Policies help rural college candidates
Chinese colleges and universities have admitted 100,000 students from rural and underdeveloped areas this year, a 9.3 percent increase over 2016, according to the Ministry of Education. The country has implemented favorable college entrance policies, including enrollment programs at national, regional and university levels, to enable more students from rural and poor areas to get a university education. In the national program, the requirements to be accepted at key colleges and universities - those affiliated with central ministries and provincial governments - have been lowered for students from impoverished counties.
Aerospace contractor launches hyperloop R&D
China Aerospace Science and Industry Corp, one of the nation's major space contractors, announced that it has launched research and development into a futuristic ultrafast transportation system, popularly known as a hyperloop, in Wuhan, Hubei province, on Aug 30. The CASIC hyperloop will be a maglev - magnetic levitation - line on which a streamlined, engineless train will travel on partly elevated tubes or tunnels at superfast speeds reaching 1,000 kilometers per hour, according to a news release published by the company at the Third China International Commercial Aerospace Forum in Wuhan.

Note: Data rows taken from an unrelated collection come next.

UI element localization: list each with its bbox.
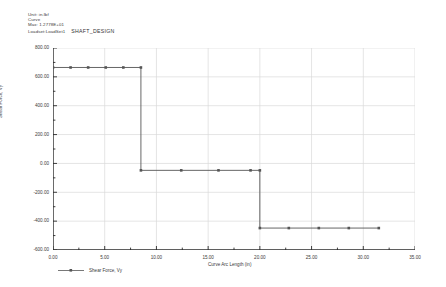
y-tick-label: 600.00: [19, 74, 49, 79]
x-tick-label: 25.00: [297, 255, 327, 260]
data-point-marker: [348, 227, 351, 230]
data-point-marker: [69, 66, 72, 69]
data-point-marker: [259, 227, 262, 230]
legend-label: Shear Force, Vy: [89, 268, 122, 273]
x-tick-label: 0.00: [38, 255, 68, 260]
data-point-marker: [378, 227, 381, 230]
y-axis-title: Shear Force, Vy: [0, 85, 3, 118]
x-tick-label: 30.00: [348, 255, 378, 260]
axis-tick-marks: [53, 48, 415, 250]
graph-header: Unit: in.lbf Curve Max: 1.2778E+01 Loads…: [28, 12, 115, 34]
data-point-marker: [122, 66, 125, 69]
data-series-shear-force: [53, 66, 380, 229]
header-loadset-row: Loadset:LoadSet1 SHAFT_DESIGN: [28, 28, 115, 34]
y-tick-label: 800.00: [19, 45, 49, 50]
x-tick-label: 5.00: [90, 255, 120, 260]
x-tick-label: 10.00: [141, 255, 171, 260]
x-tick-label: 35.00: [400, 255, 430, 260]
data-point-marker: [104, 66, 107, 69]
data-point-marker: [217, 169, 220, 172]
y-tick-label: 200.00: [19, 132, 49, 137]
header-loadset-line: Loadset:LoadSet1: [28, 29, 65, 34]
grid-lines: [53, 48, 415, 250]
data-point-marker: [140, 169, 143, 172]
data-point-marker: [140, 66, 143, 69]
y-tick-label: -400.00: [19, 218, 49, 223]
x-tick-label: 20.00: [245, 255, 275, 260]
page-title: SHAFT_DESIGN: [71, 28, 114, 34]
data-point-marker: [53, 66, 54, 69]
x-tick-label: 15.00: [193, 255, 223, 260]
chart-legend: Shear Force, Vy: [58, 267, 122, 274]
y-tick-label: 400.00: [19, 103, 49, 108]
x-axis-title: Curve Arc Length (in): [208, 262, 251, 267]
plot-canvas: [53, 48, 415, 250]
data-point-marker: [249, 169, 252, 172]
data-point-marker: [318, 227, 321, 230]
y-tick-label: -600.00: [19, 247, 49, 252]
series-line: [53, 67, 379, 228]
y-tick-label: -200.00: [19, 190, 49, 195]
shear-force-chart: [53, 48, 415, 250]
data-point-marker: [259, 169, 262, 172]
data-point-marker: [180, 169, 183, 172]
axis-frame: [53, 48, 415, 250]
legend-symbol-icon: [58, 267, 84, 274]
data-point-marker: [288, 227, 291, 230]
data-point-marker: [87, 66, 90, 69]
y-tick-label: 0.00: [19, 161, 49, 166]
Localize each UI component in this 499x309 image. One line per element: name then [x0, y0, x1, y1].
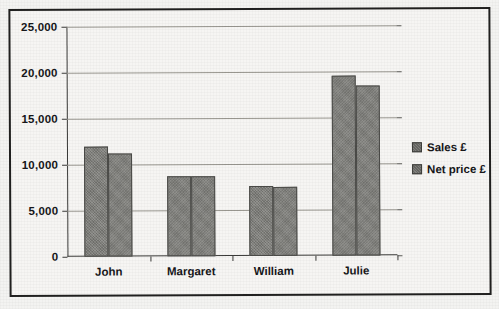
- bar-group: [331, 25, 380, 255]
- bar: [84, 147, 108, 257]
- bar: [191, 176, 215, 256]
- x-axis-label: William: [254, 265, 294, 277]
- x-tick-mark: [315, 256, 316, 261]
- legend-item[interactable]: Net price £: [412, 163, 486, 175]
- y-tick-mark-right: [397, 117, 402, 118]
- legend-swatch-icon: [412, 164, 422, 174]
- legend-label: Sales £: [427, 141, 467, 153]
- x-tick-mark: [397, 255, 398, 260]
- plot-area: 05,00010,00015,00020,00025,000 JohnMarga…: [66, 25, 397, 256]
- y-tick-mark: [62, 257, 67, 258]
- y-axis-label: 15,000: [21, 113, 57, 125]
- chart-legend: Sales £Net price £: [412, 141, 486, 185]
- legend-label: Net price £: [427, 163, 486, 175]
- chart-canvas: 05,00010,00015,00020,00025,000 JohnMarga…: [8, 7, 491, 297]
- y-axis-label: 10,000: [22, 159, 58, 171]
- bar: [331, 75, 356, 255]
- y-axis-label: 25,000: [21, 21, 57, 33]
- bar-pair: [84, 27, 133, 257]
- bar: [249, 186, 273, 256]
- bar: [273, 186, 297, 256]
- y-tick-mark-right: [397, 209, 402, 210]
- x-tick-mark: [150, 256, 151, 261]
- bar-group: [84, 27, 133, 257]
- y-axis-label: 0: [52, 251, 59, 263]
- x-tick-mark: [232, 256, 233, 261]
- legend-item[interactable]: Sales £: [412, 141, 486, 153]
- x-axis-label: John: [95, 266, 123, 278]
- y-axis-label: 20,000: [21, 67, 57, 79]
- bar-group: [166, 26, 215, 256]
- y-tick-mark-right: [396, 25, 401, 26]
- bar: [108, 153, 132, 256]
- x-axis-label: Julie: [343, 264, 369, 276]
- y-axis-label: 5,000: [28, 205, 58, 217]
- y-tick-mark-right: [397, 71, 402, 72]
- chart-page: 05,00010,00015,00020,00025,000 JohnMarga…: [0, 0, 499, 309]
- x-axis-label: Margaret: [167, 265, 216, 277]
- y-tick-mark-right: [397, 163, 402, 164]
- bar-pair: [331, 25, 380, 255]
- bar-group: [249, 26, 298, 256]
- bar-groups: [66, 25, 397, 256]
- legend-swatch-icon: [412, 142, 422, 152]
- bar-pair: [166, 26, 215, 256]
- bar: [167, 176, 191, 257]
- bar: [355, 85, 380, 255]
- bar-pair: [249, 26, 298, 256]
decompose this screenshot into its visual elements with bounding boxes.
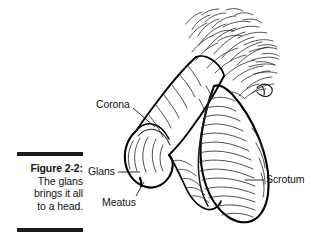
caption-rule-bottom [17,228,83,232]
shaft-root-curve [196,56,224,76]
corona-ridge [136,124,169,139]
caption-text: Figure 2-2: The glans brings it all to a… [17,162,83,212]
callout-label-meatus: Meatus [102,197,136,208]
scrotum-rugae [199,92,265,217]
caption-line-2: brings it all [17,187,83,200]
callout-label-scrotum: Scrotum [266,174,304,185]
figure-page: Figure 2-2: The glans brings it all to a… [0,0,325,249]
shaft-lower-outline [169,76,224,155]
callout-label-glans: Glans [88,166,115,177]
figure-caption-block: Figure 2-2: The glans brings it all to a… [17,152,83,212]
caption-line-1: The glans [17,175,83,188]
glans-contours [128,137,163,172]
skin-fold-detail [257,84,272,96]
figure-number: Figure 2-2: [17,162,83,175]
caption-line-3: to a head. [17,200,83,213]
glans-outline [125,131,173,188]
callout-leader-lines [118,108,264,196]
caption-rule-top [17,152,83,156]
callout-label-corona: Corona [96,99,130,110]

CASIC is the first Chinese enterprise and the world's third, following the United States' Hyperloop Transportation Technologies and Hyperloop One, to start developing a hyperloop system capable of reaching 1,000 km/h. The project will benefit from the company's experience in systems engineering and supersonic vehicles, CASIC says.
Renminbi rises strongly against US dollar
China's central bank raised the yuan's official central parity rate to 6.6102 per US dollar on Aug 30, the strongest level since mid-August 2016. Analysts, however, expect that the currency will not continue to rise as strongly in the coming months if the dollar rebounds. The yuan's midpoint rate, set by the People's Bank of China and seen as a guide for market transactions, was 191 basis points higher than on Aug 29, when it already had risen by 60 basis points over Aug 28. The yuan has risen by about 5 percent against the dollar since the start of the year."The strengthening is built on China's economic fundamentals," says Zhao Qingming, chief economist at the China Financial Futures Exchange. "The trend is clear that the Chinese economy has started to stabilize and improve while the US economic recovery seems to be rather fragile."
Reforms to remove innovation barriers
China will step up reform to support innovation by removing barriers to entrepreneurship and innovation. The decision was made at a State Council executive meeting presided over by Premier Li Keqiang on Aug 30. The meeting decided that the government will roll out a host of reform measures that have been tested in eight areas, including the Beijing-Tianjin-Hebei region, Shanghai and the Pearl River Delta, since June 2016. Among them: Eligible foreign students with academic backgrounds equal to or above master's degree level will be able to apply for a work permit or a work-related residence permit. The one-stop application and issuance of work permits for foreign experts will also be made available nationwide.